Content starts

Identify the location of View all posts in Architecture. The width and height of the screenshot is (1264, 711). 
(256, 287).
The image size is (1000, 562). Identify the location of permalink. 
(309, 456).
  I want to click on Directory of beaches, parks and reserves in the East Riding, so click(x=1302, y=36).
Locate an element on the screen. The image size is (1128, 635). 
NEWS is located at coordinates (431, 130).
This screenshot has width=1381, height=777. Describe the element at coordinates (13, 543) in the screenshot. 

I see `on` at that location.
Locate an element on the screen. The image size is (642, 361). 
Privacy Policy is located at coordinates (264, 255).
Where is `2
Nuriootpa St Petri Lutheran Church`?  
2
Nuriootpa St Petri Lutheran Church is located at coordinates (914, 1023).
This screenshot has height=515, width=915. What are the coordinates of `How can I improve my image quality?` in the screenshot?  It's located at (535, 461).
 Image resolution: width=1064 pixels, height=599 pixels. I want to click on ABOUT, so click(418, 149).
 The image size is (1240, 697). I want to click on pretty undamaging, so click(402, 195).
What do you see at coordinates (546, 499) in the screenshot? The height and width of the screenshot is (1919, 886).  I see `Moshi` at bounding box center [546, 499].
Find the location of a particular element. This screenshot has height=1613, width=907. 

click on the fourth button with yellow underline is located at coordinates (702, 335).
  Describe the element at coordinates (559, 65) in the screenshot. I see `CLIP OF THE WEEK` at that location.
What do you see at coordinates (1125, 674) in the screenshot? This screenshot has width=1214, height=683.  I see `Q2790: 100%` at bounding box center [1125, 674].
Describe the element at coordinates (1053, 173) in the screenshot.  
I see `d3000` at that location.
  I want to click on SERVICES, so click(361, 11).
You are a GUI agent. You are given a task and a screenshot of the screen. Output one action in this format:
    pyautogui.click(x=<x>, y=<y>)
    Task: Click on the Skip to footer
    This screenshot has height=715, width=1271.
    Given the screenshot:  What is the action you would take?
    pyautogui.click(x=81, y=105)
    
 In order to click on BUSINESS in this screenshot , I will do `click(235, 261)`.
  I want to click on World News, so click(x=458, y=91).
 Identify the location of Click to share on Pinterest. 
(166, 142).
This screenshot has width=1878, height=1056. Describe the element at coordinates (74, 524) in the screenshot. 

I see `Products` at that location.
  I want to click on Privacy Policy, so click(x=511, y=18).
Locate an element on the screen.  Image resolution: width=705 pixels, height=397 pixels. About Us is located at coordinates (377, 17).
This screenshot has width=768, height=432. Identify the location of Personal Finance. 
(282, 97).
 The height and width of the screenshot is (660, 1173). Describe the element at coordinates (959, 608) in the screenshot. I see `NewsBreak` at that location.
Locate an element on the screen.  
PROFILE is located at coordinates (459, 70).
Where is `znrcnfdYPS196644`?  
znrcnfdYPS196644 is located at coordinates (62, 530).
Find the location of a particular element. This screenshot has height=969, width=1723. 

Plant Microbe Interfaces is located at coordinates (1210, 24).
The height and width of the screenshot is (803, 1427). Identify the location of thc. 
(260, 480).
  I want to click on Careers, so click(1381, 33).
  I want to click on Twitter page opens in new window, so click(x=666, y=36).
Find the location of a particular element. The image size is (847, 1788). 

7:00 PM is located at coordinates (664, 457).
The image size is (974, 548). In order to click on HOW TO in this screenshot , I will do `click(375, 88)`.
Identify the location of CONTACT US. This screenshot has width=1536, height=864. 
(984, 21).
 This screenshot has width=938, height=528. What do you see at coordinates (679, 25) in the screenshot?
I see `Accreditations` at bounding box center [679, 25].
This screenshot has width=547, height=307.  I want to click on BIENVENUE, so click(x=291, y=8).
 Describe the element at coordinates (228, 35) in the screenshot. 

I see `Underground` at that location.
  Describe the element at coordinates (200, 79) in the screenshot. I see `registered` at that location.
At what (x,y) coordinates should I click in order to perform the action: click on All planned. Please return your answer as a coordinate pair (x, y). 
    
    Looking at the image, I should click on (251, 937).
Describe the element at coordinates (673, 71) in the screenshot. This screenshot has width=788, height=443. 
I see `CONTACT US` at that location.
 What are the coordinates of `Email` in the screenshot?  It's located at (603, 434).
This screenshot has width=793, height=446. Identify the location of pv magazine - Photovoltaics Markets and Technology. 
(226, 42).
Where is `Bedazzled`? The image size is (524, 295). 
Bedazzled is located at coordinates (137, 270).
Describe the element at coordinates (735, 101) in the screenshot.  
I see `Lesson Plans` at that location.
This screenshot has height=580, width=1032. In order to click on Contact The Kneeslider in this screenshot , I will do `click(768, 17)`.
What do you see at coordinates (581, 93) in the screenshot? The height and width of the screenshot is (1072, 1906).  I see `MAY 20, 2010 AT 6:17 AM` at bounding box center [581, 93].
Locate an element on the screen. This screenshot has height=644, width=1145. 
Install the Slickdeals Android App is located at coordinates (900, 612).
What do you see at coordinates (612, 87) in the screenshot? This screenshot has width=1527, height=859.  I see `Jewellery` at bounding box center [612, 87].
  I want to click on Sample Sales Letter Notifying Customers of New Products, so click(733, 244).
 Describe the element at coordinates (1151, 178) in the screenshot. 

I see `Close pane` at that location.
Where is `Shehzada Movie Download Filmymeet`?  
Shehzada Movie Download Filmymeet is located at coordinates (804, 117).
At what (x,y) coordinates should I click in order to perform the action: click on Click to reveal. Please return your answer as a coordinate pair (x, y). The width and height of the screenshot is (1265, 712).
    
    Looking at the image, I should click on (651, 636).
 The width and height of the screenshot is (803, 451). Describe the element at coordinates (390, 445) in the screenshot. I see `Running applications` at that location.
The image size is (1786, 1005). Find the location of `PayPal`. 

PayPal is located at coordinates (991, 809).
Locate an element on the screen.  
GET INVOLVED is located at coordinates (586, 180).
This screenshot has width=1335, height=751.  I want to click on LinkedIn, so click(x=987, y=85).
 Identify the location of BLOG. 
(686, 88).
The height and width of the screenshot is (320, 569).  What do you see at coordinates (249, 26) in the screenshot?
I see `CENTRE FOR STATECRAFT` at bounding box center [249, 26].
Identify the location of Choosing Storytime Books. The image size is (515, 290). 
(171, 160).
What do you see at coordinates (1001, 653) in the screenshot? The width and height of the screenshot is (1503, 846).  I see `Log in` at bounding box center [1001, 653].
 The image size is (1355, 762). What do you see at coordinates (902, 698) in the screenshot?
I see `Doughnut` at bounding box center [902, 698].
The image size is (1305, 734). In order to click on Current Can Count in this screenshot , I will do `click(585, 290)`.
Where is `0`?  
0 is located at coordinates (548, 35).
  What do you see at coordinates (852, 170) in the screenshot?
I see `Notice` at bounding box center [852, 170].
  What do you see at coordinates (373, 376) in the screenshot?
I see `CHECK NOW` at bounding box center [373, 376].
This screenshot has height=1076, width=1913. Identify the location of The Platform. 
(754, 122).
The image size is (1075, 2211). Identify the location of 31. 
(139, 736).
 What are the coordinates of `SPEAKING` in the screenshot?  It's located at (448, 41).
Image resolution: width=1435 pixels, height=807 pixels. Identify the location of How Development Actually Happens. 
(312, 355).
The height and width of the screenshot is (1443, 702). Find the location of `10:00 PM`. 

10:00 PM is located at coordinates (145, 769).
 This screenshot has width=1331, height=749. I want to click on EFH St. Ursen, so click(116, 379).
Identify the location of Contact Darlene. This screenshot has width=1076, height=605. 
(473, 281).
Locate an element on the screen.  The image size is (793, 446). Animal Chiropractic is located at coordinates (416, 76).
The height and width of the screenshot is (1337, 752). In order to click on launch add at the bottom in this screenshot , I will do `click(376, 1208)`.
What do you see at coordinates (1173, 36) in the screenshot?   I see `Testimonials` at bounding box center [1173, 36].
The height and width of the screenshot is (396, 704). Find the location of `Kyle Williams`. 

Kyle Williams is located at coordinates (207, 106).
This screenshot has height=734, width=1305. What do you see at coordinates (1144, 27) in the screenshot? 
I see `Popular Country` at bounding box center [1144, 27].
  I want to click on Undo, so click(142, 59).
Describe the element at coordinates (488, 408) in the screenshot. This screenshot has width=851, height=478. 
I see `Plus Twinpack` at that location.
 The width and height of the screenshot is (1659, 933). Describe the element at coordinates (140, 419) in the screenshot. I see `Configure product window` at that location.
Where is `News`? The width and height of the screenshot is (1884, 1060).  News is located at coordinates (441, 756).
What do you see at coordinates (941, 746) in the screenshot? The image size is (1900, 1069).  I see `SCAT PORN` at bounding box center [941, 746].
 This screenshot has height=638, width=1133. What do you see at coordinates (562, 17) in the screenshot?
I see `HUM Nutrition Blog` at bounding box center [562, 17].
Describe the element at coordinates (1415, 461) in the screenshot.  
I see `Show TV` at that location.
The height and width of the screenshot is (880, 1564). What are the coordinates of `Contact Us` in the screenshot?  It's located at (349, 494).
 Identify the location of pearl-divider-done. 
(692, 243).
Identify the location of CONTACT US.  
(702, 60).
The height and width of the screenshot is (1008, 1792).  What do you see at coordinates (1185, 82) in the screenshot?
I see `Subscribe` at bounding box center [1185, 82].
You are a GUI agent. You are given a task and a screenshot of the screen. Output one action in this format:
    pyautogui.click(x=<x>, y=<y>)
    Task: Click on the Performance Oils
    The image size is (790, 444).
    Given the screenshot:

Content ends

## DESCRIPTION OF THE TASK
Repeat word for word the lines above that run from the line containing "is (642, 361)." through the line containing "What do you see at coordinates (546, 499)", both ends included, and nothing else.

## RESPONSE AREA
Locate an element on the screen. The image size is (642, 361). 
Privacy Policy is located at coordinates (264, 255).
Where is `2
Nuriootpa St Petri Lutheran Church`?  
2
Nuriootpa St Petri Lutheran Church is located at coordinates (914, 1023).
This screenshot has height=515, width=915. What are the coordinates of `How can I improve my image quality?` in the screenshot?  It's located at (535, 461).
 Image resolution: width=1064 pixels, height=599 pixels. I want to click on ABOUT, so click(418, 149).
 The image size is (1240, 697). I want to click on pretty undamaging, so click(402, 195).
What do you see at coordinates (546, 499) in the screenshot? The height and width of the screenshot is (1919, 886).  I see `Moshi` at bounding box center [546, 499].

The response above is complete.